Contemporary geometric abstraction in oil, exploring colour, structure and transparency.


Catherine Graves is a British artist based in France. She holds a First Class Honours degree in Art and taught secondary school art in the UK for ten years - including two years as Head of Department - before turning her focus fully to her own practice. Over the past three years, she has developed a distinctive body of large-scale geometric abstract oil paintings.

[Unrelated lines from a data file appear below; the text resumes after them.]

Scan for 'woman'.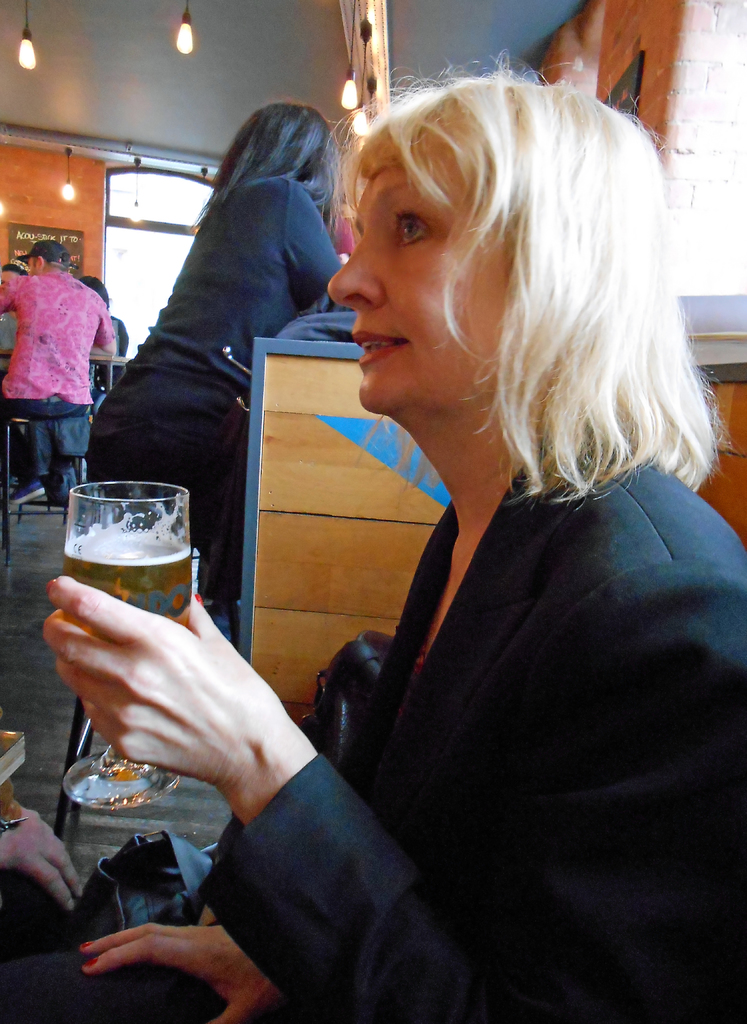
Scan result: crop(0, 46, 746, 1023).
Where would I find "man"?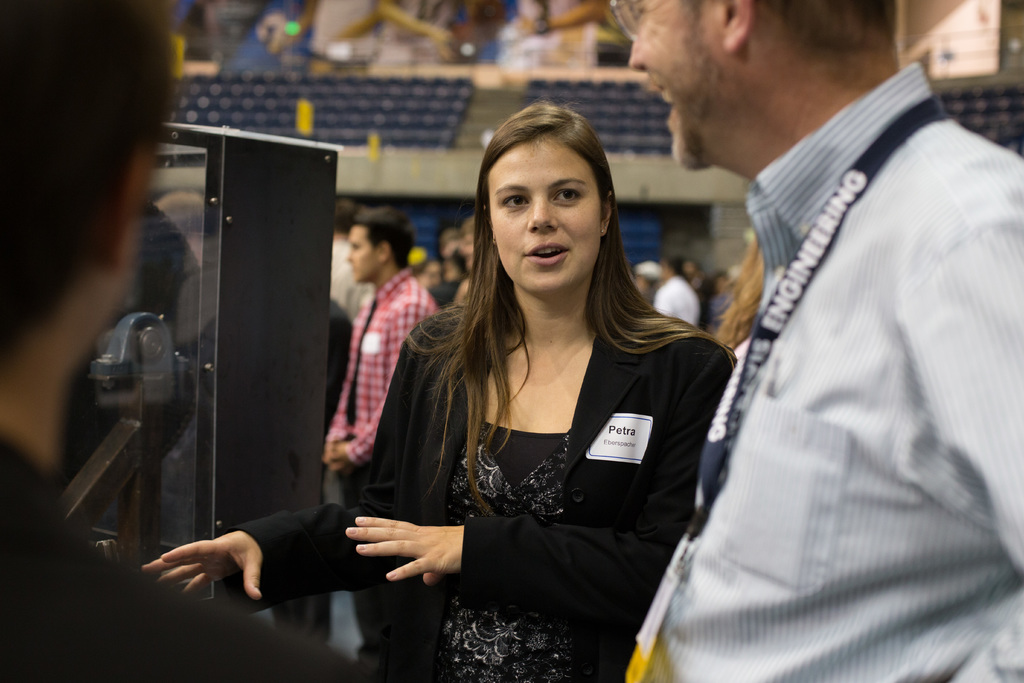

Her work explores the relationship between precision and colour. Each shape is meticulously hand-painted without the use of tape or stencils — a deliberate commitment to craftsmanship that distinguishes her practice. Subtle overlapping forms create translucent effects, allowing colours to interact and shift in intensity, producing compositions that feel both structured and fluid.
Process
Catherine develops her initial compositions digitally, a process influenced by her visit to David Hockney RA: A Bigger Picture at the Royal Academy of Arts in 2012. Encountering David Hockney’s pioneering use of the iPad as a drawing tool marked a significant shift in her approach. The immediacy of digital sketching allows her to explore colour relationships and compositional balance intuitively before translating them into carefully constructed oil paintings.
Inspiration
Her work is informed by the colour theory of Johannes Itten and the formal clarity of Bauhaus and Constructivism. She draws ongoing inspiration from artists such as Bridget Riley and Sonia Delaunay, whose exploration of rhythm, geometry and colour resonates within her own visual language.
Simplicity of form and a refined visual language remain at the heart of her practice. Through disciplined structure and a natural sensitivity to colour, Catherine creates harmonious yet dynamic works that celebrate balance, light and the emotive power of abstraction.